Did any of you read this piece about the “grim motherhood genre?” In it, Rachel M. Cohen takes stock of the last decade or so of motherhood media (books, articles, studies, movies), and reflects on how it has impacted her own ambivalence about motherhood.
For at least the last decade, women my age have absorbed cultural messaging that motherhood is thankless and depleting, straining careers, health, and friendships, and destroying sex lives. Today, it’s genuinely difficult to find mainstream portrayals of moms who are not stressed to the brink, depressed, isolated, or increasingly resentful.
Cohen talks to several mothers who feel as though they can’t express their maternal joy for fear of being labeled holier-than-though, braggy, or even an aspiring trad wife.
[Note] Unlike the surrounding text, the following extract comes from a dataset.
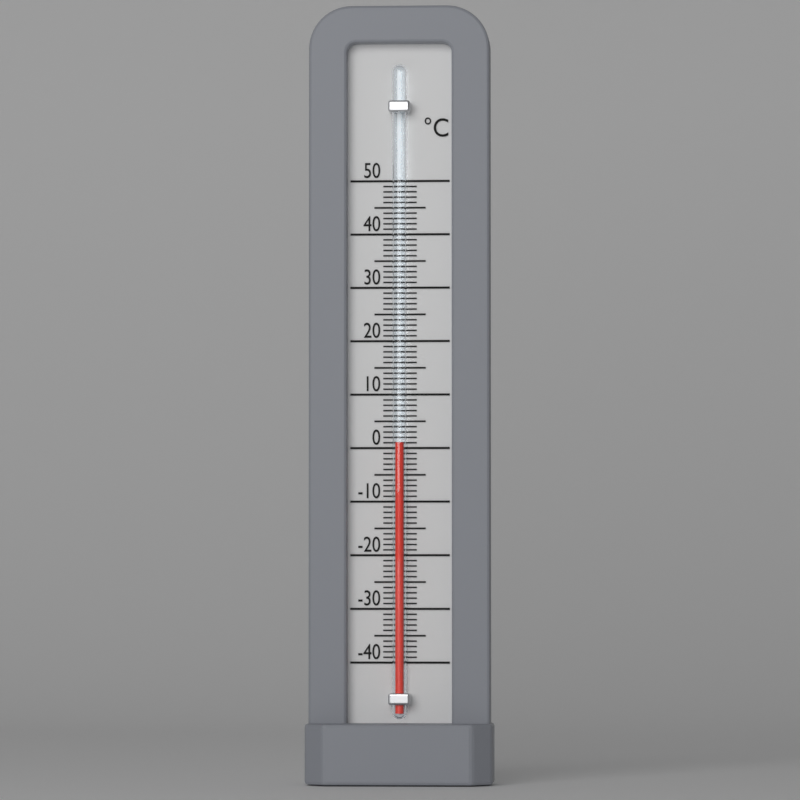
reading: 1 °C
She also addresses the onslaught of information impacting her ideas about motherhood, noting that women like her are “so informed, frankly, that we find ourselves feeling less like empowered adults than like grimacing fortune-tellers peering into a crystal ball.”
It’s a thoroughly researched, thoughtful piece, and I found myself feeling unexpectedly challenged by it.
While motherhood media critical of systems and ideologies making life hard for mothers certainly existed when I was on the verge of parenthood in 2011, the general landscape was drastically different than it is today. I approached motherhood fully convinced it would make all my [gendered!!!!!] dreams come true, and the lack of widespread cultural conversations about the difficulties of parenting was a net negative for my sense of self AND my experience of early motherhood. While I can only imagine how daunting it is to approach motherhood today in 2023 (see: Momfluenced!), I can’t believe that too much information is better than too little (nor do I believe Cohen is arguing that).
It’s not great that people feel dread at the idea of parenthood, but as I read Cohen’s essay, I kept defensively wanting to say, “But maybe a little dread isn’t that bad?”